Create a standalone Java project. Use PDE to “convert to plug-in project”. Irrelevant. Just converts one type into another – doesn’t allow the two to exist together.
Create Java project. Create JAR exporter. Export as JAR. Create “Plug-in project from existing JAR archive”. Resulting plug-in project works well. There is no way to automate the export as a JAR. I can make it a bit easier by saving the JAR’s manifest and its .jardesc file somewhere in subversion. But each time I change the original code, I’d have to right-click on the jardesc and select ‘build JAR’. This method might be viable if there were a way to export the JAR-production process as an Ant buildfile, so that I could build it each time I build the original Java project. Unfortunately, although that seems possible with some of Eclipse’s exporters, the JAR exporter doesn’t seem to be one of them.
Create Java project. Create plug-in project. Delete ‘bin’ folder. Create new linked folder pointing to the ‘bin’ directory of the original project. Doesn’t work. Eclipse gets confused that it doesn’t have to build any source code, and some features of the PDE seem to depend upon the presence of the source code rather than the binaries (such as the nice selection of classes within the plugin.xml and MANIFEST.MF editors).
Create Java project. Create plug-in project. Delete ’src’ folder. Create new linked folder pointing to the ’src’ directory of the original project. It works! Eclipse builds two copies of binaries.

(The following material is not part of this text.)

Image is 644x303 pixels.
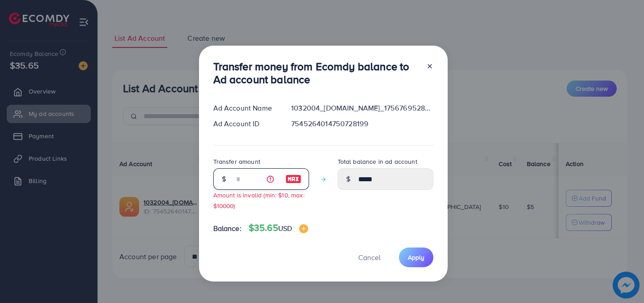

I don’t fully trust it to observe changes in the original source code and rebuild the binaries properly (I guess it ought to be OK – there’s no real reason why dependency tracking should work less well over linked folders). When debugging, I don’t trust it necessarily to open the source code properly. If it does, I seriously doubt that Subversion will allow me to work with the linked folder. Makes my projects non-mobile, since I have to include absolute file locations in them.

I’m a little suspicious of the first, most obvious, method but that’s what I’m going to stick with for now.

CM

Monday, July 23rd, 2007

To those who work outside software, you may be wondering what ‘CM’ is. It stands for Configuration Management, and (largely) refers to the backing up of every single change you make to your software. That would be simple. But it also takes care of the fact that several people may be making changes at once. It backs up each of their changes, and provides some sort of facility to merge them back together again when desired. These parallel lines of development are usually called branches.

What use does Macrobug have for that, I hear you ask? With only one developer…Well, the developer in question (me!) works on several different things at once. I have one branch (’trunk’) which contains all Macrobug’s most stable code. There are also branches representing experimental major development I’m doing, for example, trying to rip out Eclipse dependencies from the heart of my code. And finally there are branches representing release-quality code. Except I haven’t got any of those yet.

Why am I thinking about CM at the moment? Because when designing these branch structures, it’s easy to make assumptions. Right now my branch structure contains the word ‘Eclipse’ – whoops. If ever I want to remove dependency on Eclipse, I have choices:

  • Create a parallel branch structure for the new code
  • Painstakingly transfer everything from the old structure to the new structure.
  • Have an inaccurate name

At Symbian I was always massively careful to avoid such assumptions because I knew the pain of moving away from them later. I tried here too, but missed this one. I’m not sure what to do yet. Ah well. Not a big deal in the grand scheme of things.